*What is needed*
Your reply should consist only of the lines from the one holding "This screenshot has width=833, height=504." to the last line of the data below, written out exactly and without pictures.

[[ Records to use, beginning ]]

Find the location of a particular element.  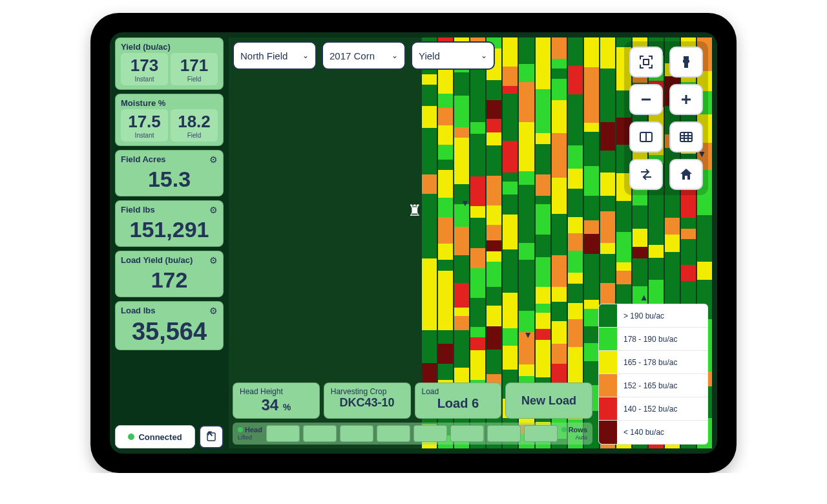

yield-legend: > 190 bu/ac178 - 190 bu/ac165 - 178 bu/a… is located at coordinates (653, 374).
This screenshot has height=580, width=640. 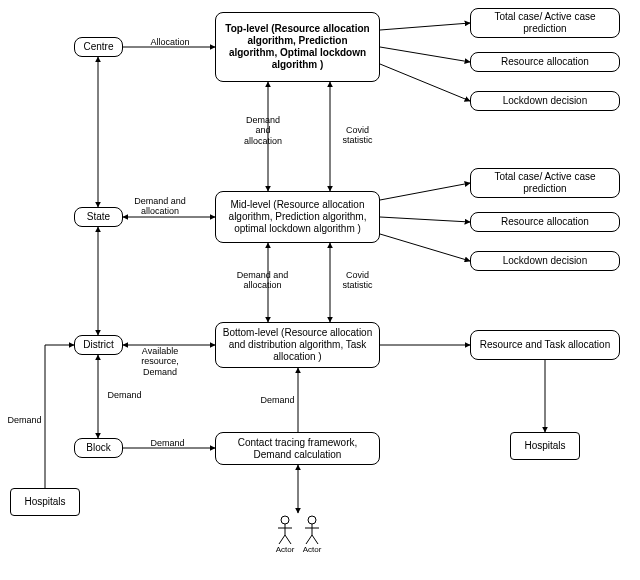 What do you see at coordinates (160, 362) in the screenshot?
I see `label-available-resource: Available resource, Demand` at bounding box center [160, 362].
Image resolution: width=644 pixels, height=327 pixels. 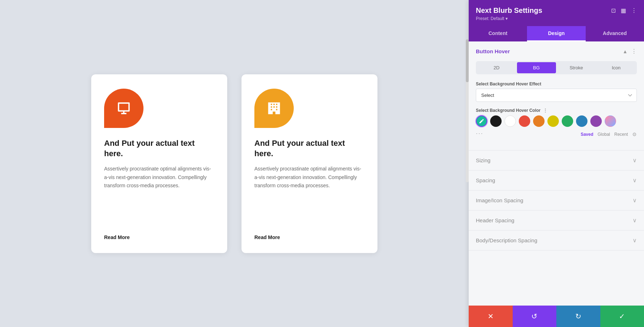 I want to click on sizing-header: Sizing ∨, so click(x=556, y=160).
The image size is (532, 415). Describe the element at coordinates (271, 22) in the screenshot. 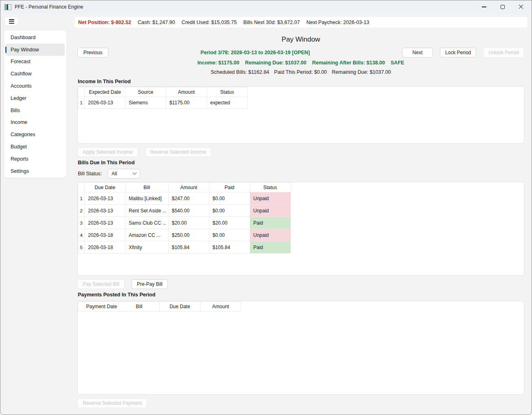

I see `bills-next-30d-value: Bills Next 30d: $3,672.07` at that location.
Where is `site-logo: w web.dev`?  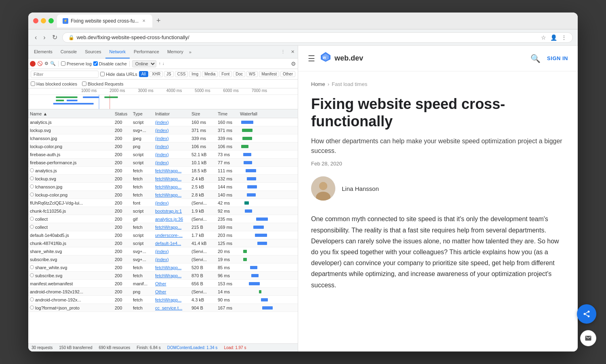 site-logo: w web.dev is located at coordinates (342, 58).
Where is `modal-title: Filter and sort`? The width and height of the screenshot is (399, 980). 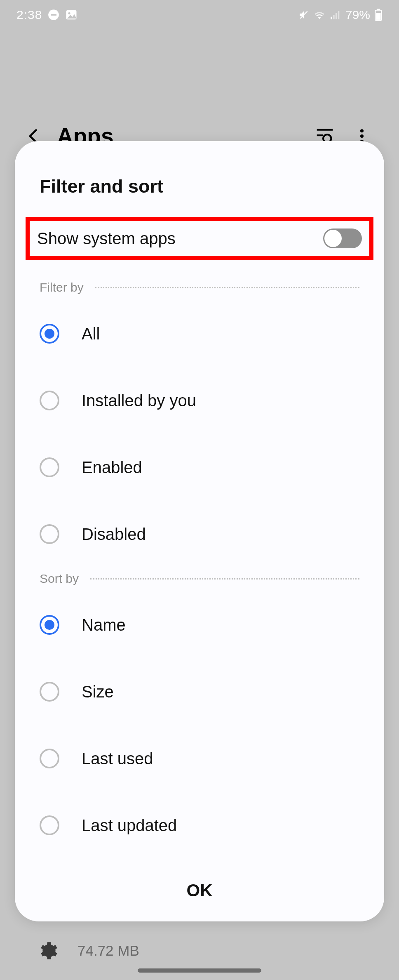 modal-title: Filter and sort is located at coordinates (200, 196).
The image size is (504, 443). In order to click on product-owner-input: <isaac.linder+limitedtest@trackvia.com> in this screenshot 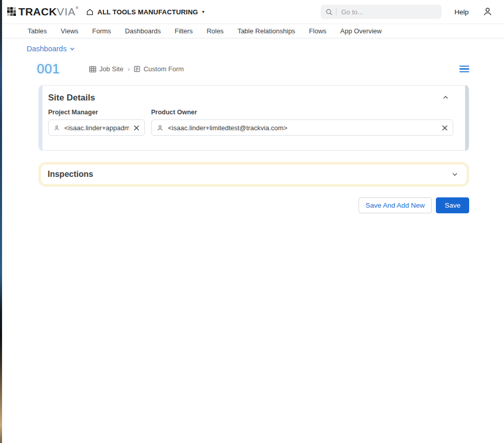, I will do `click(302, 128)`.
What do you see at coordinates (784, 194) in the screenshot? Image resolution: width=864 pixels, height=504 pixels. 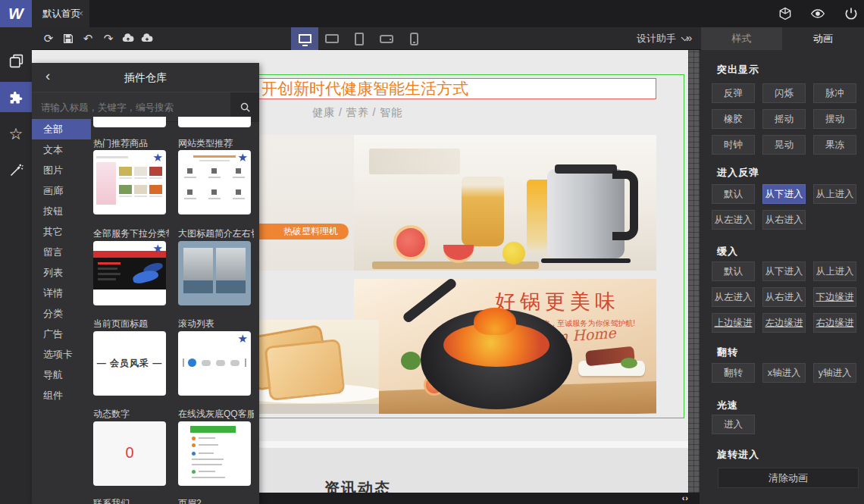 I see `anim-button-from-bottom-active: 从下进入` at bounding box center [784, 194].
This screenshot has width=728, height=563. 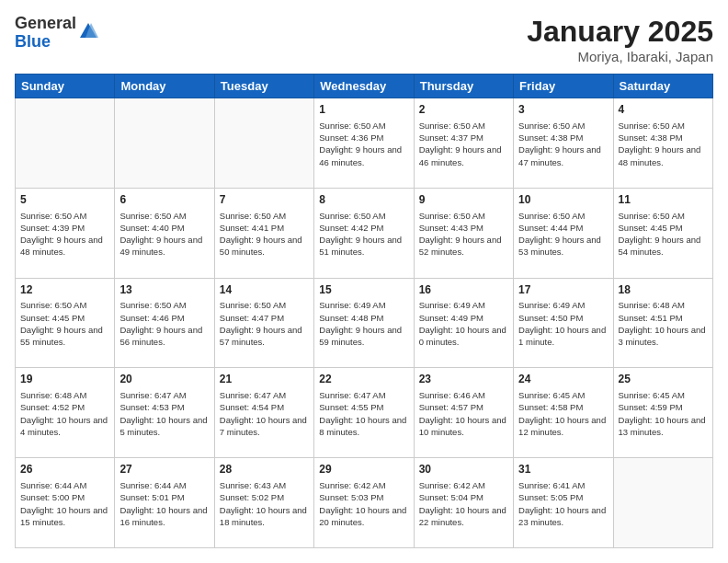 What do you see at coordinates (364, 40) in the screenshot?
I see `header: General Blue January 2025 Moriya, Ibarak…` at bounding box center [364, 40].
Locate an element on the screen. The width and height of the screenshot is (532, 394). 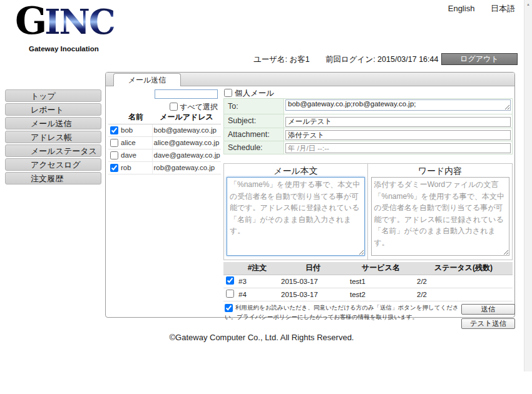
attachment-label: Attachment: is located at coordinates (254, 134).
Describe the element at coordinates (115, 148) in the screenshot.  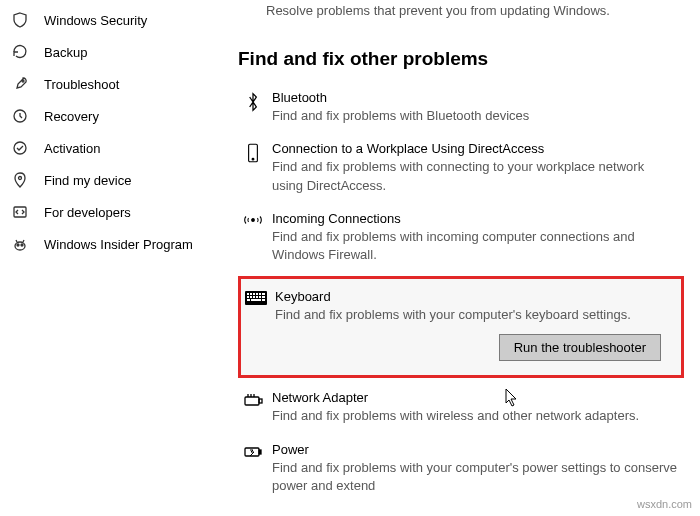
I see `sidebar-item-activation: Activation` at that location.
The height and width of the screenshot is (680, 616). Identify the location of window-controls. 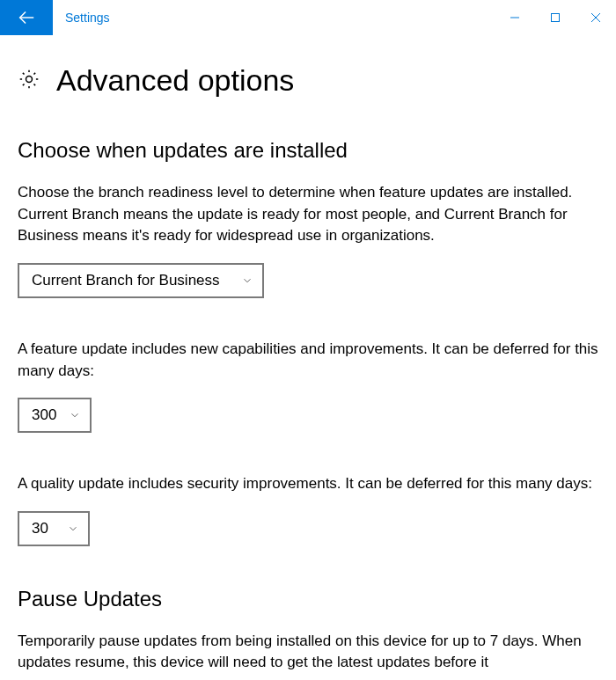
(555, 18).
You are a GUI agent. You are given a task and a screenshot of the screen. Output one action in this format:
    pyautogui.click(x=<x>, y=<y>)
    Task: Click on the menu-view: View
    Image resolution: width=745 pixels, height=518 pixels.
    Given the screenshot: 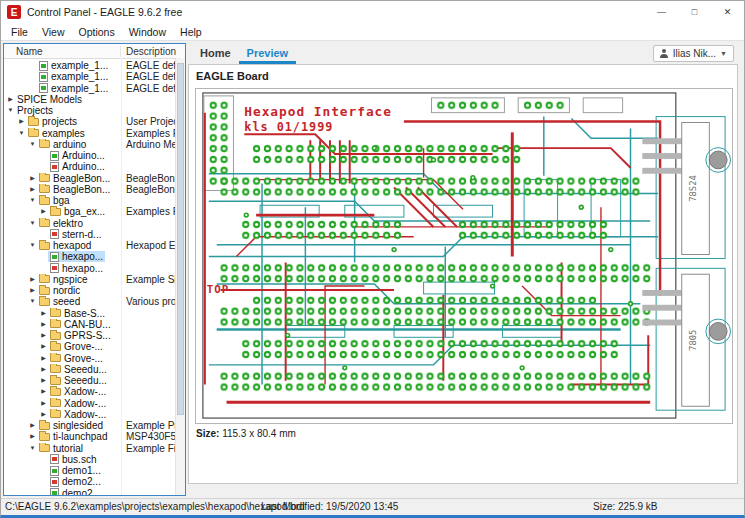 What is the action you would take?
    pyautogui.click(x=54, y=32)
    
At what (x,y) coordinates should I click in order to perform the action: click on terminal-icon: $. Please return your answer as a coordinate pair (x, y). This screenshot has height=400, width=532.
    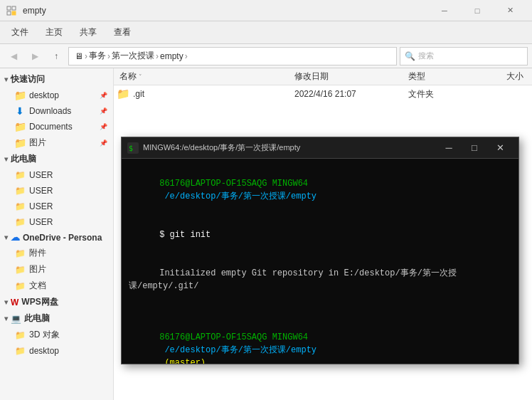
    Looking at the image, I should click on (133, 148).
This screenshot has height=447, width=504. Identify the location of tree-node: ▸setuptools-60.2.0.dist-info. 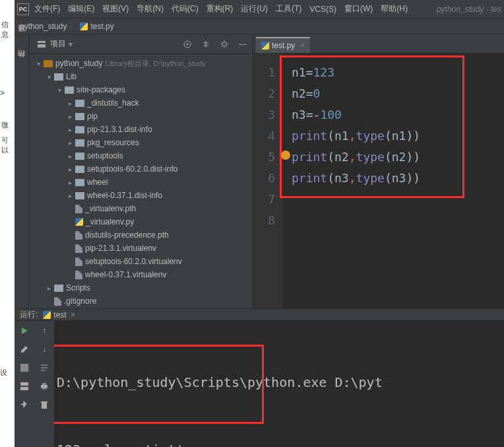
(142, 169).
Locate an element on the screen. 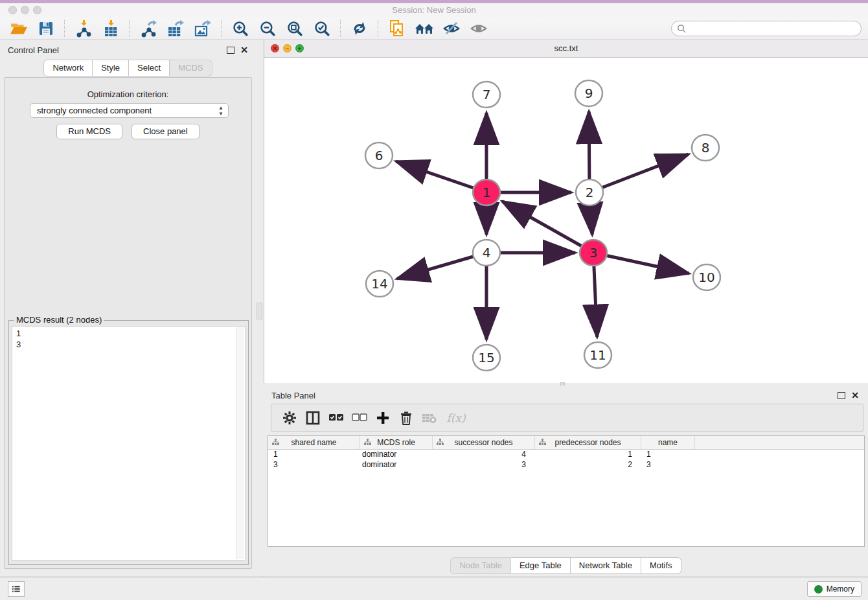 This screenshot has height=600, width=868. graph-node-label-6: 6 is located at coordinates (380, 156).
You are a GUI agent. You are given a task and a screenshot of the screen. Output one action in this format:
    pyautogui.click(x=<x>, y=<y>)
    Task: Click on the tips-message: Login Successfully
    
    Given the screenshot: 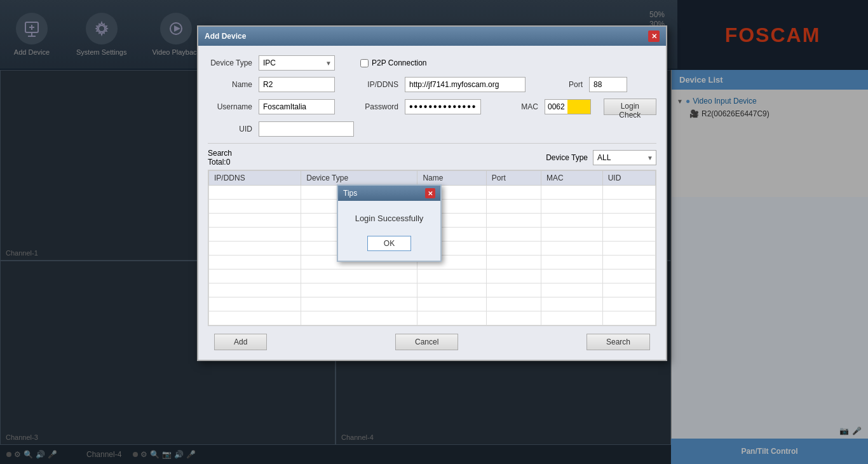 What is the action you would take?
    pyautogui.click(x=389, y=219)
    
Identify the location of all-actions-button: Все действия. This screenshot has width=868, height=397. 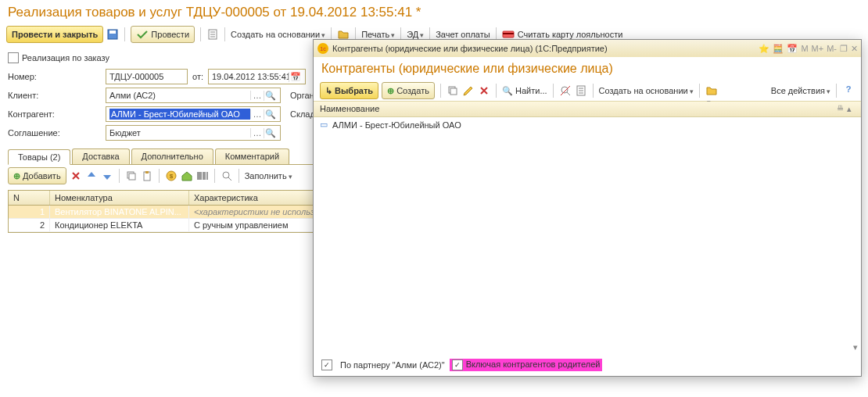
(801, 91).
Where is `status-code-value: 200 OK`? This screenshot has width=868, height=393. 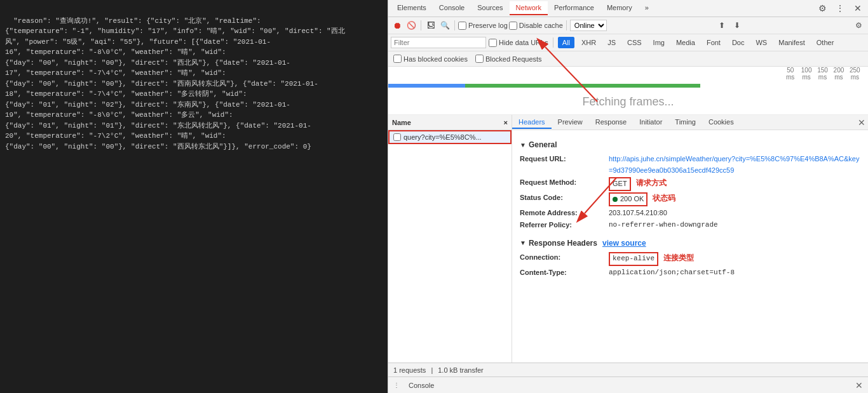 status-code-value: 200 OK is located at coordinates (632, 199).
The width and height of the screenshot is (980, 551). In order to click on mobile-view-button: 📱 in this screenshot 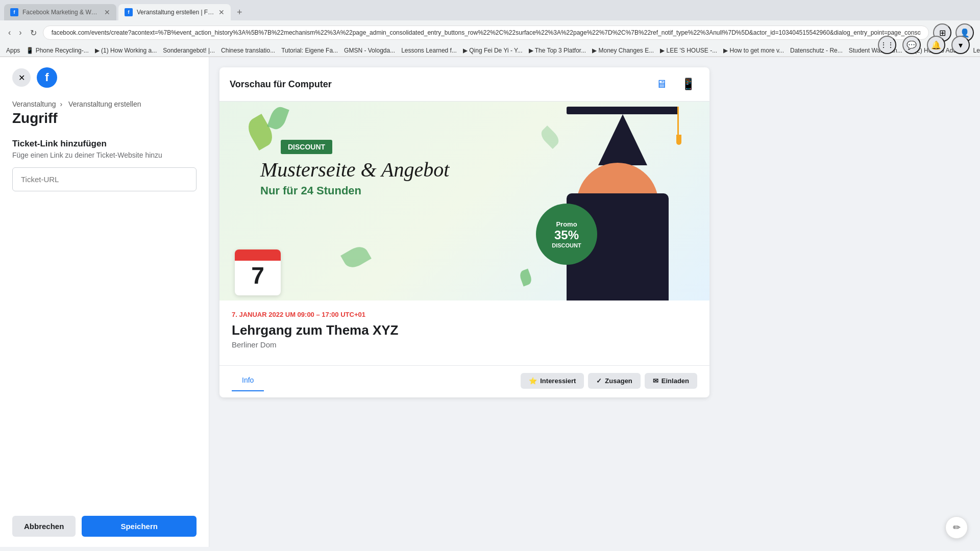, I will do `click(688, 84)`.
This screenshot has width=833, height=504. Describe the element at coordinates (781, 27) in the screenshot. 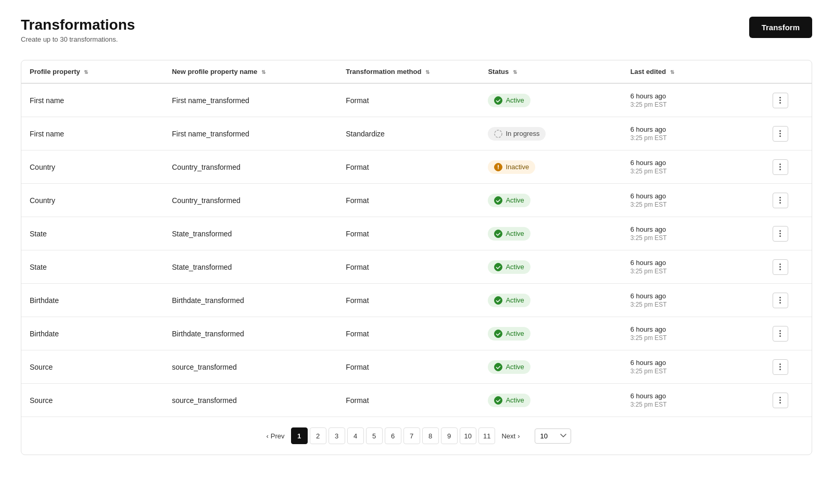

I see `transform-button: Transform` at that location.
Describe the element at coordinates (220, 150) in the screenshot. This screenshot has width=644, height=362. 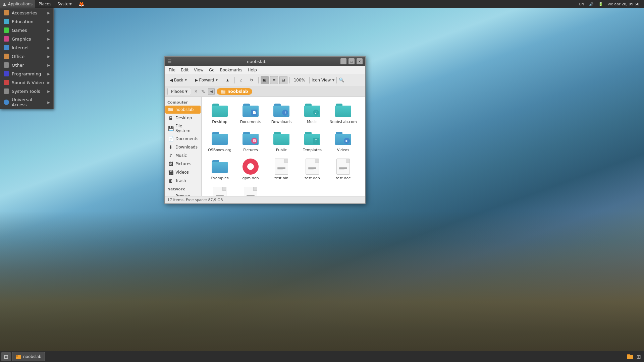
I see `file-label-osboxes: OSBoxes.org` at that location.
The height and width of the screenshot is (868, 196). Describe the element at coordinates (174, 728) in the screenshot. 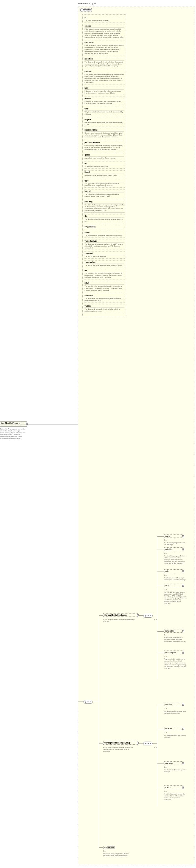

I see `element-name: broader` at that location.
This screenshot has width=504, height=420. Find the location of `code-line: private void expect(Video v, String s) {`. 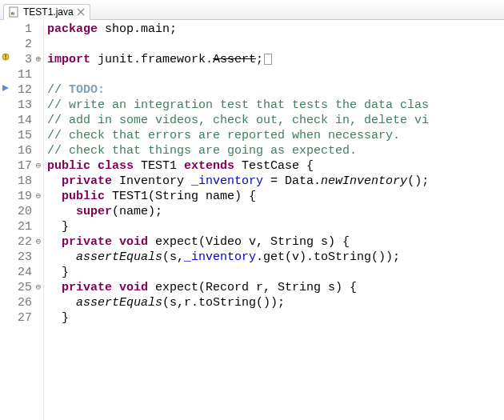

[[ Records to use, end ]]

*Exercise solution*
This screenshot has width=833, height=504. Describe the element at coordinates (781, 27) in the screenshot. 

I see `transform-button: Transform` at that location.
Describe the element at coordinates (220, 150) in the screenshot. This screenshot has width=644, height=362. 
I see `file-label-osboxes: OSBoxes.org` at that location.
The height and width of the screenshot is (868, 196). Describe the element at coordinates (174, 728) in the screenshot. 

I see `element-name: broader` at that location.
This screenshot has width=504, height=420. Find the location of `code-line: private void expect(Video v, String s) {`. 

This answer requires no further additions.